> _Instructions for the task_
Two lines in the listing below mark the span: one contains "You are a GUI" and one contains "The width and". Reproduce both of them and everything between, exactly.

START Provided records

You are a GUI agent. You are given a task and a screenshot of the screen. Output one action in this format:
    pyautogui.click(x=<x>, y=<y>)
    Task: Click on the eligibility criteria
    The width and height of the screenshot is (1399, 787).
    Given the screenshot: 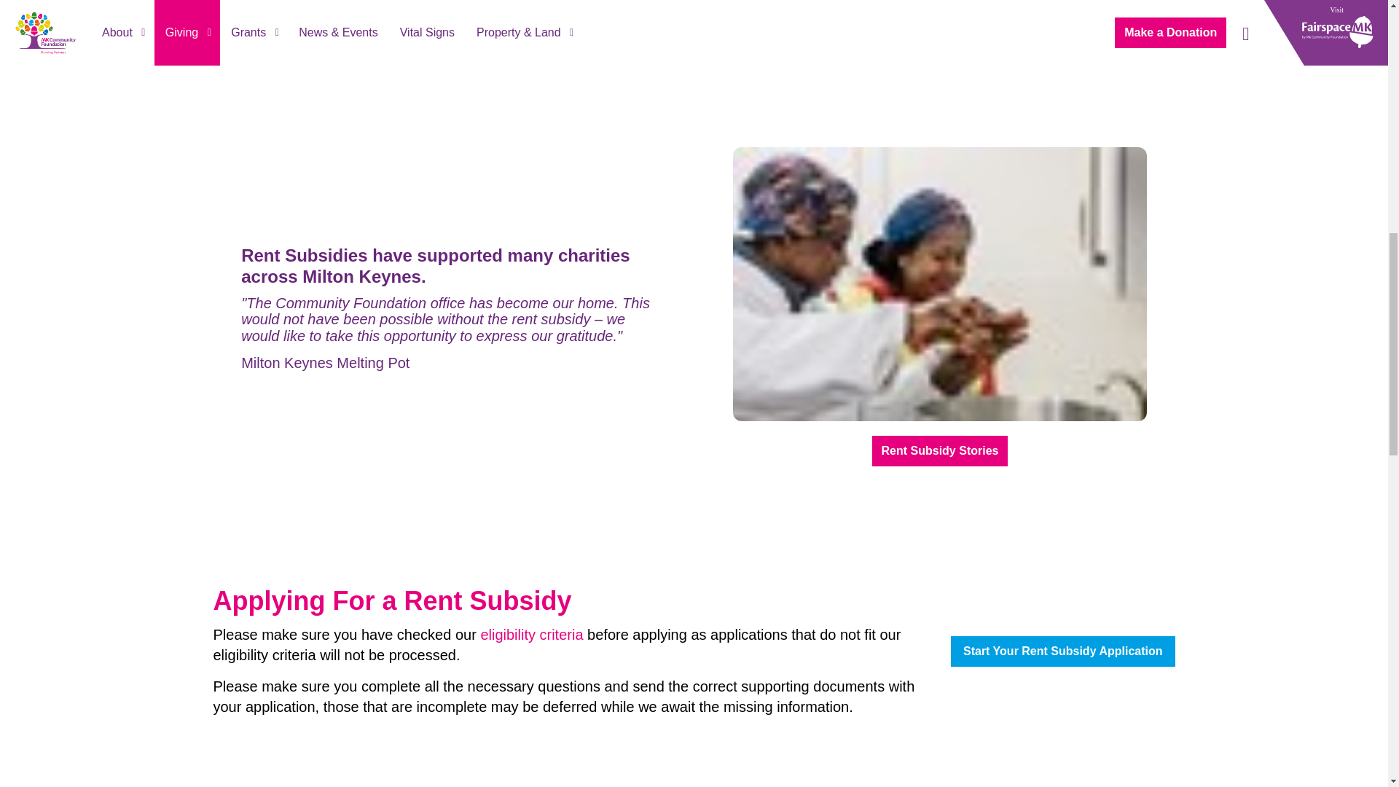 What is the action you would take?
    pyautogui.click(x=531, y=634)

END Provided records
START Provided records

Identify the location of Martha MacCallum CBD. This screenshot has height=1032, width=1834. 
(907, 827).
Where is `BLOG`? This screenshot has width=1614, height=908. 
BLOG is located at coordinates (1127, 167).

END Provided records

> _Answer space_
You are a GUI agent. You are given a task and a screenshot of the screen. Output one action in this format:
    pyautogui.click(x=<x>, y=<y>)
    Task: Click on the eligibility criteria
    The width and height of the screenshot is (1399, 787).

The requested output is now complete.